If it has been determined that there is a reason to return cash to shareholders through a regular dividend, yield should still not be trumpeted. Better to discuss the (hopefully low) payout ratio and reinvestment opportunities of the business. If the company had a stable ROE, then the reinvestment rate would provide sufficient funds to allow the company to grow without needing external financing.
2) There are some obvious mistakes in capital allocation that suggest the board and management don’t think about it well. A common example might help with thinking about the problem generally. This example was a pet peeve of the legendary Ralph Whitworth, of Relational Investors. When CEOs indicated they were going to buy back stock to offset the dilution from stock options, Ralph would say to them, “Buyback is either a good idea or it isn’t. Making an investment for reasons other than the returns is thoughtless.”
The primary financial goal of a management team is to maximize the (future) net present value of the owner earnings per share. If share repurchase is not additive to the NPV, it is not a good decision even if it improves owner earnings per share. Again, the selection of the discount rate to be used for the NPV calculation should be at least as high as the IRR (typical) shareholders can otherwise generate on their capital with a comparably risky asset.

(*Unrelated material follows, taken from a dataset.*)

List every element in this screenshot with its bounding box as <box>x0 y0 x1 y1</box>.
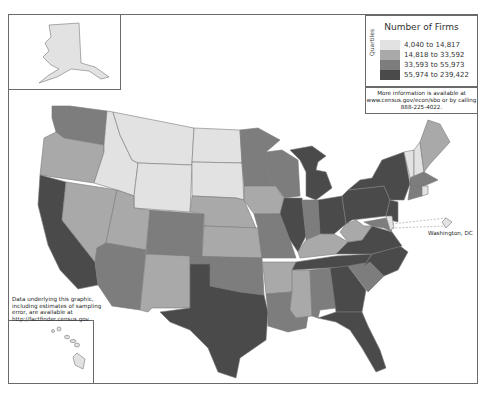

If management buys stock back when the likely IRR on owning a share of stock is 5% per year for example, while the owners can earn more, the cash should instead be returned to shareholders. On the other hand, if the situation is reversed and the corporate opportunity set is large with high returns, no capital at all should be returned. Share repurchase should only be undertaken if it ranks high enough in the alternatives that there are owner earnings available after investing in every higher return opportunity.
ABC Co. may be fortunate to be a stable high return company that perennially sells for a low multiple of company’s owner’s earnings. The most successful common stocks over many decades are when those types of companies, through a disciplined capital allocation framework, consistently repurchase large amounts of their stock. NVR and Autozone, like Teledyne before them, are legendary to their owners and in the investment community.
The underpinning of capital allocation is always arithmetic. Thinking about it in other terms misses the opportunity to be successful on behalf of your owners.
**The information on this page contains opinions, which should not be interpreted as factual statements. This material is provided for informational purposes only and should not be construed as investment advice. There is no guarantee that the views and opinions expressed in this material will come to pass. Investing involves the risk of loss and may not be suitable for all investors.
**The information on this page contains opinions, which should not be interpreted as factual statements. This material is provided for informational purposes only and should not be construed as investment advice. There is no guarantee that the views and opinions expressed in this material will come to pass. Investing involves the risk of loss and may not be suitable for all investors.